THE TABLET October 24th, 1959. VOL. 213. No. 6231
TH E TABLET
A WEEKLY NEWSPAPER & REVIEW
Published as a Newspaper
Pro Ecclesia Dei, Pro Regina et Patria
FOUNDED IN 184 0
OCTOBER 24th, 1959
NINEPENCE
Political Parties and Moral Purposes: Pitfalls fo r Labour idealists
Spaill and Nato : Participation in the Defence of the West. By Eugene C. Hinterhoff
State and Child ill the Sudan: The Christian Schools: III. By Patrick O 'C onnor
I he Cause ol Cardinal Newman : An Historical Commission is Constituted
AUTUMN BOOK SUPPLEMENT Reviews by illtud Evans, O.P., Lord Pakenham, David Knowles, J. M. C. Toynbee, Robert Spcaigbt, D.W., Lctitia Fairfield, Leo Gradwell, RoL. McEwe n, A. Gregory Murray, O.S.B., Thomas Gilby, O.P.,
Edward Quinn and Denis Brass
MOSCOW AND BONN
AFTER the interruption of the British General
Election, preparations are going rapidly forward for a Western summit, and preparations for the meeting with the Russians. The contents of M. Khrushchev’s letter to Dr. Adenauer have not been made public, but they produced an obvious change and the Chancellor showed himself less dour and doubtful about the value of any negotiation, and reminded his countrymen that a people which starts and loses a war has to pay for it in more ways than one. A war started to make the Reich much bigger ended by leaving it much smaller, and those who would have accepted the fruits of victory are not entitled to be surprised or outraged at the fruits of defeat. Dr. Adenauer, as a far-sighted man, is clearly resolved not to expose Germany to blame if the negotiations lead nowhere, as he may well think they will. Nothing would suit the Russians better than to be able to blame the West Germans for a lack of results really due to their own determination to keep everything Stalin was able to seize. The cause of the East German Communists could be notably advanced by such tactics, the Russians playing on the old memories in the countries that fought the Germans to suggest that once again the Germans were showing themselves impossible colleagues for the Western world, egoists only interested in rebuilding their national power for dubious and undisclosed ends.
What Russian diplomacy wants to do is to change the conception of West Berlin and its population. Today they are seen as courageous democrats, conducting a spirited international trade under big difficulties, an anti-Communist colony surrounded by forcibly Communised territory ; people whom the whole Western world is resolved to stand by. What the Russians would like would be to see the West regard West Berlin as the first step in the resumption of Germany’s drive to the East, a way of wrecking the development of East Germany, a bridge-head for reunification, to be followed by the recovery of the lost lands of Prussia, and then who knows where the progress would stop if some German leader should arise to take up the cause of German greatness where Hitler was compelled to leave off. The picture does not reflect German realities as they are today, but then German history has been full of startling surprises every twenty years. The Germans in 1913, 1923, 1933 and 1953, present such a startlingly different image to the outside world that only a very bold man would care to prophesy what the image of 1973 will be like.
In nothing has the German image changed more in twenty years than in the attitude to foreign trade. Dr. Schacht is still living, but the policies of protection of bilateral trading, and the forcing of what Germany chose to export on those who had to sell to Germany, are at the opposite pole from the policies of Dr. Erhard, conceived in an anti-protectionist spirit that would have gladdened the heart of Richard Cobden. Where there are special trade agreements, such as that just signed with Australia, they are broadly drawn, to include the widest categories of goods. Australian wine may enter the Rhineland. The favourite device of stipulating in the bad old days for a certain quantity of specific manufactures—mouth-organs was often one—has increasingly lost favour. This move back towards freer trade in the middle of the twentieth century is in marked contrast to the way between the wars country after country, faced with unemployment, sought to diminish it by one form or other of protection. We have now recovered the spirit and outlook of the Trade Exhibition of 1851.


Exercise brief ▸
The answer is the set of lines that include "Parameters", copied from the data below.

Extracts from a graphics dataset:
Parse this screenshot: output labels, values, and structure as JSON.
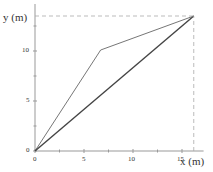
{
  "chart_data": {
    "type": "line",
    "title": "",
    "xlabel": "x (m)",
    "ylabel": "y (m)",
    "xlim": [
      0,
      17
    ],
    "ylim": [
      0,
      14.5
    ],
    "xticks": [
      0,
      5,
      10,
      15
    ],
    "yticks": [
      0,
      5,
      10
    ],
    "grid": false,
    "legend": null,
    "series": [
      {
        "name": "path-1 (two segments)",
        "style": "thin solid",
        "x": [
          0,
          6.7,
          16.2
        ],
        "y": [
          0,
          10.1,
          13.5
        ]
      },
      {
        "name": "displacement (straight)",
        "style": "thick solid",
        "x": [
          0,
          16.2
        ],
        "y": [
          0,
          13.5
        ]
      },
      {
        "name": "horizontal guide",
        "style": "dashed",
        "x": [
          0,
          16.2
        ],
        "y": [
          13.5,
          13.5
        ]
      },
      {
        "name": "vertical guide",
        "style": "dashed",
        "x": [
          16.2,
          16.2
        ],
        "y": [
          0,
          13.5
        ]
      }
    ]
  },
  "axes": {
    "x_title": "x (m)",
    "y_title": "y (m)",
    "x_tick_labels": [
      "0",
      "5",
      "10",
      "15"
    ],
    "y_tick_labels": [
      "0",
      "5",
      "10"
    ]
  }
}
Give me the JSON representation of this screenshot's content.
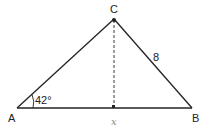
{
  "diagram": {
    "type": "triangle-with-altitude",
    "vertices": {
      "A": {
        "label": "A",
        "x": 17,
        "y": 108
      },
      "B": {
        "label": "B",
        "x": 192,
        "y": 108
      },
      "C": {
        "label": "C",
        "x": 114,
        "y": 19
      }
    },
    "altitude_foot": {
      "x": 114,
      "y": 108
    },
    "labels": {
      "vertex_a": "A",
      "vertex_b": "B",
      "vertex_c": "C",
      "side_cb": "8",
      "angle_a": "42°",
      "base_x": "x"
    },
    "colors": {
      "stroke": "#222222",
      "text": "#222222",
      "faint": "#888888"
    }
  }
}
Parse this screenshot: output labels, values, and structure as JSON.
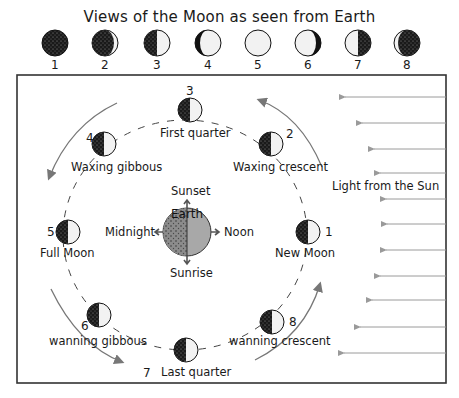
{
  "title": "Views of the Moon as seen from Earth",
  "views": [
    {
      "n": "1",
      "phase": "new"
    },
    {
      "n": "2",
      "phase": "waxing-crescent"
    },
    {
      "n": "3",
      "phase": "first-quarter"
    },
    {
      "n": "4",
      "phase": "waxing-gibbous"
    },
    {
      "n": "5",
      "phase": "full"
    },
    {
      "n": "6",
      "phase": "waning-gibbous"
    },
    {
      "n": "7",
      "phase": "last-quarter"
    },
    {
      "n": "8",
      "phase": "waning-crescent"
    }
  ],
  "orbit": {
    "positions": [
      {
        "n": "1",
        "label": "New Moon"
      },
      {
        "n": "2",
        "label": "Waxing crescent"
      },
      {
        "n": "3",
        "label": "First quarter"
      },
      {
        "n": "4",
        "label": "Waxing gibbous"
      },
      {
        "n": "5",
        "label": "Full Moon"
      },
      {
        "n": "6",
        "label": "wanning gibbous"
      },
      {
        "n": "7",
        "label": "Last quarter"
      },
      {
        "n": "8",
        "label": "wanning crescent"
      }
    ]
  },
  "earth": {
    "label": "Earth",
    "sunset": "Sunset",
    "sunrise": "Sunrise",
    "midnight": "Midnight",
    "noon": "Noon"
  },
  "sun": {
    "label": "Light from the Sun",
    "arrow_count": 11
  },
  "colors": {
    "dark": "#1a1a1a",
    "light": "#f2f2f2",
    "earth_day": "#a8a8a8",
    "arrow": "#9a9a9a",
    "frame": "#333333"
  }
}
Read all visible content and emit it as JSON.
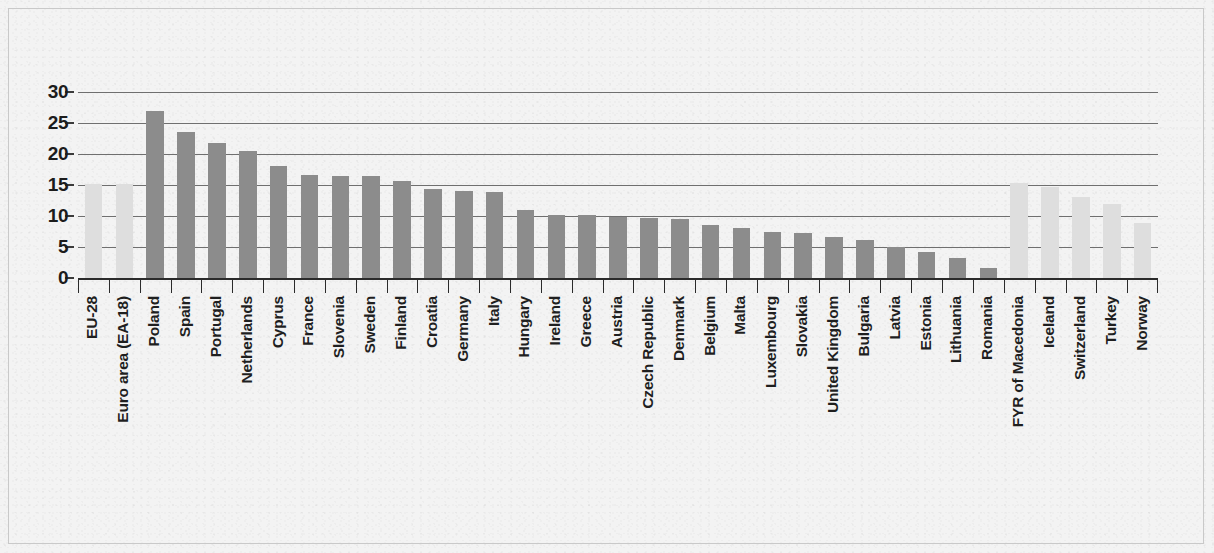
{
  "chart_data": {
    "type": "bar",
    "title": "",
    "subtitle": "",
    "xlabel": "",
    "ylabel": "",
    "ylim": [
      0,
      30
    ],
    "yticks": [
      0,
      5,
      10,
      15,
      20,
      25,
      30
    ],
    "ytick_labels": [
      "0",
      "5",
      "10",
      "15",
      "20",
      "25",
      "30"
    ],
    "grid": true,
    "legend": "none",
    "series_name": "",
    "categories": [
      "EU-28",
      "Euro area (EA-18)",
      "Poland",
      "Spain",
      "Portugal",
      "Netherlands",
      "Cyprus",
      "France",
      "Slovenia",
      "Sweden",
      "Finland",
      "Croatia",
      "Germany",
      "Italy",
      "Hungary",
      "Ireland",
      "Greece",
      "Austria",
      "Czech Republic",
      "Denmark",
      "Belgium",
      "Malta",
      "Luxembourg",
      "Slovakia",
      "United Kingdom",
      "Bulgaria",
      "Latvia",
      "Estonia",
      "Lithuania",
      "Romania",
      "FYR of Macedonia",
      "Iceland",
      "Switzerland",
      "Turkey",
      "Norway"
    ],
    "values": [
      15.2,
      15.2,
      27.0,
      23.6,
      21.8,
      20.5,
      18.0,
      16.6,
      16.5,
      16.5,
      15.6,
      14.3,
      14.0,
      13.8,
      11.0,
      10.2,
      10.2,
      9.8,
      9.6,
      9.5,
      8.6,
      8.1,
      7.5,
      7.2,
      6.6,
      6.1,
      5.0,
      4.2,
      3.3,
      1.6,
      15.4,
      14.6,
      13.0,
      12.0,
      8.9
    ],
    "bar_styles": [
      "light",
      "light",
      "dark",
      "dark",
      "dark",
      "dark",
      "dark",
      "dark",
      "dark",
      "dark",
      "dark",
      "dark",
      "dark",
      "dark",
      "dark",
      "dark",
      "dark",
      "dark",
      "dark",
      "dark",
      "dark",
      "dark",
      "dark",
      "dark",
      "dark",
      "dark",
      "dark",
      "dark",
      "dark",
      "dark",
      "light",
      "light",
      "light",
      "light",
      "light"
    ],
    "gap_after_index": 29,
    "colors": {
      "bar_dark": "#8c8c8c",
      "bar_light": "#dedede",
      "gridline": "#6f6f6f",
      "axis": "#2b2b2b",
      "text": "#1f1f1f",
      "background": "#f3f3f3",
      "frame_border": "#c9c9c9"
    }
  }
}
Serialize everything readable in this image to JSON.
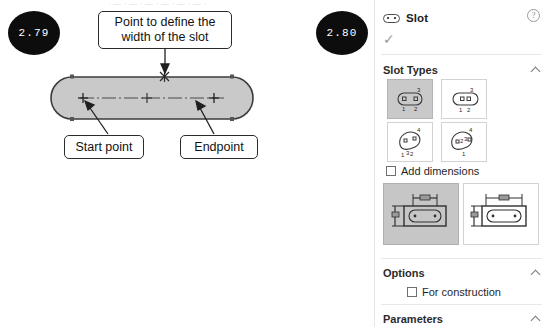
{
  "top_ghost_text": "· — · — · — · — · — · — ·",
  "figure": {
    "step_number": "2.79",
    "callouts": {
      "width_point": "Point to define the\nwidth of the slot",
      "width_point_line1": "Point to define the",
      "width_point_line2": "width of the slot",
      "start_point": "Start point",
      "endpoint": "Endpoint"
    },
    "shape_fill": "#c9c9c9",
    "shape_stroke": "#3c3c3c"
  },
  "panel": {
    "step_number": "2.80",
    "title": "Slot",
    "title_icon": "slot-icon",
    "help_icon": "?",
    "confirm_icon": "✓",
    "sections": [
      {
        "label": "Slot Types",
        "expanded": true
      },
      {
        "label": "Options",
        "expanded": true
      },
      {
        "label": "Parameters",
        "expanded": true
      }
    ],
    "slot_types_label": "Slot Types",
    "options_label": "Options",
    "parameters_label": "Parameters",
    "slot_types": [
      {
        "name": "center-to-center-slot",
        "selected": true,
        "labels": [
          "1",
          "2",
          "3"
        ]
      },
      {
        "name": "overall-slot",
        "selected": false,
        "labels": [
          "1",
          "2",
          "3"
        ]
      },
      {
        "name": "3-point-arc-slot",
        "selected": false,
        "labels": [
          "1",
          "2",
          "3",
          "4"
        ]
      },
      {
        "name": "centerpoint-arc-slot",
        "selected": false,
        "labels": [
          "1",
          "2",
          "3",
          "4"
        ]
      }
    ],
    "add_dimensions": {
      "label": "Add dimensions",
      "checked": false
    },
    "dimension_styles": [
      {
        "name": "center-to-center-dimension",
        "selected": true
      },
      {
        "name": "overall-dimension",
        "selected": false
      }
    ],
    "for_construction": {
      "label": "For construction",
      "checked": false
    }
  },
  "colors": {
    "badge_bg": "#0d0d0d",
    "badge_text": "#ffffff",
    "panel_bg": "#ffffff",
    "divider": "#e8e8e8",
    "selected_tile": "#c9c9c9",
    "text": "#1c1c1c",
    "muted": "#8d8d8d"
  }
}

Your solution ▸
        "label": "Parameters",
    "parameters_label": "Parameters",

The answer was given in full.